Tom Ginsburg

Tom Ginsburg is the Leo Spitz Professor of International Law at the University of Chicago, where he also holds an appointment in the Political Science Department. He is also a Research Professor at the American Bar Foundation. He holds B.A., J.D. and Ph.D. degrees from the University of California at Berkeley, and currently co-directs the Comparative Constitutions Project, an NSF-funded data set cataloging the world’s constitutions since 1789, that runs the award-winning Constitute website. His latest book is Democracies and International Law (2021). He is also the author of How to Save a Constitutional Democracy (2018, with Aziz Huq), winner of the Best Book Prize from the International Society for Constitutional Law; Judicial Reputation: A Comparative Theory (2015) (with Nuno Garoupa); The Endurance of National Constitutions (2009) (with Zachary Elkins and James Melton), and Judicial Review in New Democracies (2003), the latter two both winning best book awards from the American Political Science Association. He is a member of the American Academy of Arts and Sciences. Before entering law teaching, he served as a legal advisor at the Iran-U.S. Claims Tribunal, The Hague, Netherlands, and he has consulted with numerous international development agencies and governments on legal and constitutional reform. He currently serves as a senior advisor on Constitution Building to International IDEA.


## REQUIREMENT
Under this task are some entries; return every one of them exactly.

## DATA TO EXAMINE
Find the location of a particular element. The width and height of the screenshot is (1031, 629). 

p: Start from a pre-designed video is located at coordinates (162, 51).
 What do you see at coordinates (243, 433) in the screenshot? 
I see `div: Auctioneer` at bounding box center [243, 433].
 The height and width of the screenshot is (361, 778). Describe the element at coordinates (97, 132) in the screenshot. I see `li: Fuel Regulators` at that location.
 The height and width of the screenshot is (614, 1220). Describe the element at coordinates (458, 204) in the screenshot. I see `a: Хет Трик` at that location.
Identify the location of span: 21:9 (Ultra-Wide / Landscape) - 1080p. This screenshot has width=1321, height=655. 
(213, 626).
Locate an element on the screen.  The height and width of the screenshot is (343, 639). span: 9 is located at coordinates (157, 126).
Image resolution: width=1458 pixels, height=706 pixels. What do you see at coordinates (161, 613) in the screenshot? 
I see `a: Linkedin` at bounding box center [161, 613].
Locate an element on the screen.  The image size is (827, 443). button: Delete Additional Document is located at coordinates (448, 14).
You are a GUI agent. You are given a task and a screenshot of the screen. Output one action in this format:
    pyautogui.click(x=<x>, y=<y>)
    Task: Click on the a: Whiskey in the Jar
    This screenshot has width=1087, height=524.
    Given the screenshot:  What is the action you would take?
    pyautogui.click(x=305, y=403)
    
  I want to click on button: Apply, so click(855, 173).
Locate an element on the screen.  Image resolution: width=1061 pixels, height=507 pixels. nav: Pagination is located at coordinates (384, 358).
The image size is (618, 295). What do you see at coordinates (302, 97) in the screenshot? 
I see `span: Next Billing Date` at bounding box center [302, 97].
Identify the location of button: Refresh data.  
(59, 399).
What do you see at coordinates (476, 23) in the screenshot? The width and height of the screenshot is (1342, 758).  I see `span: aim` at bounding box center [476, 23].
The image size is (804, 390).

## RESPONSE
Find the location of a particular element. The width and height of the screenshot is (1031, 629). 

p: Start from a pre-designed video is located at coordinates (162, 51).
 What do you see at coordinates (243, 433) in the screenshot? 
I see `div: Auctioneer` at bounding box center [243, 433].
 The height and width of the screenshot is (361, 778). Describe the element at coordinates (97, 132) in the screenshot. I see `li: Fuel Regulators` at that location.
 The height and width of the screenshot is (614, 1220). Describe the element at coordinates (458, 204) in the screenshot. I see `a: Хет Трик` at that location.
Identify the location of span: 21:9 (Ultra-Wide / Landscape) - 1080p. This screenshot has width=1321, height=655. 
(213, 626).
Locate an element on the screen.  The height and width of the screenshot is (343, 639). span: 9 is located at coordinates (157, 126).
Image resolution: width=1458 pixels, height=706 pixels. What do you see at coordinates (161, 613) in the screenshot? 
I see `a: Linkedin` at bounding box center [161, 613].
Locate an element on the screen.  The image size is (827, 443). button: Delete Additional Document is located at coordinates (448, 14).
You are a GUI agent. You are given a task and a screenshot of the screen. Output one action in this format:
    pyautogui.click(x=<x>, y=<y>)
    Task: Click on the a: Whiskey in the Jar
    This screenshot has width=1087, height=524.
    Given the screenshot:  What is the action you would take?
    pyautogui.click(x=305, y=403)
    
  I want to click on button: Apply, so click(855, 173).
Locate an element on the screen.  Image resolution: width=1061 pixels, height=507 pixels. nav: Pagination is located at coordinates (384, 358).
The image size is (618, 295). What do you see at coordinates (302, 97) in the screenshot? 
I see `span: Next Billing Date` at bounding box center [302, 97].
Identify the location of button: Refresh data.  
(59, 399).
What do you see at coordinates (476, 23) in the screenshot? The width and height of the screenshot is (1342, 758).  I see `span: aim` at bounding box center [476, 23].
The image size is (804, 390).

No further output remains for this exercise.